Kim Kelly: I think that folks are concerned about the treatment they're going to receive because they stuck with the union. They didn't cross the line. I know that folks are worried about retaliation from the bosses that work there. I'm concerned about what's going to happen when you take, I think at this point there's 600 folks left. We take 600 coal miners who are feeling pretty emotional, spent two years on strike, and then send them down into the mines that still have replacement workers working in those jobs, and turn out the lights and leave them alone and see what happens when people come face to face with the folks that cross their picket line and spit in their face. It is a potentially volatile situation that if I was one of the people trying to negotiate and resolve this conflict, I would want to do it pretty quick.
Because I don't think it's going to be a good situation there. I feel these folks know that they've done something historic. They've built something important. They've built a real strong community. Now, these folks have spent Christmas together. They've shared groceries, they've shared childcare, they've shared a lot of beers. I think that it's really brought people together in a way that perhaps wouldn't have happened without this strike. There's something to be said for-- What is it? Making friends in a foxhole [chuckles].
I think that this is going to be an important chapter in all of their lives, and I know the women and the folks who are involved in the auxiliary, those relationships aren't going away.
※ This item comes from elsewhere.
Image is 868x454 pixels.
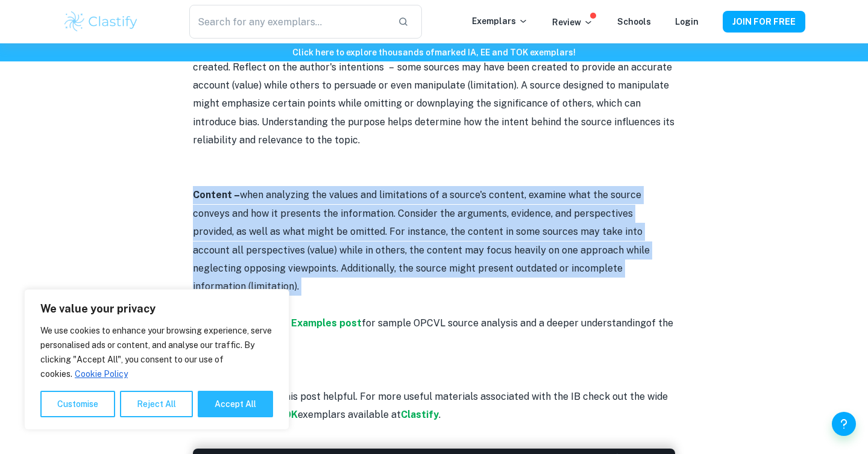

I guess it's a little early to see what happens. I hope that they feel like they have won something, whether it's new friendships, or renewed sense of pride in their union, or just the knowledge that they are part of this long line of coal miners who fought back and refused to bow their heads when the boss tried to take away their rights.
Melissa Harris-Perry: Kim Kelly has been covering the Warrior Met Coal Strike since April of 2021. An author of the book Fight Like Hell: The Untold History of American Labor. Kim, thanks for updating us and for joining us on The Takeaway.
Kim Kelly: Thank you so much for having me. I really appreciate you guys.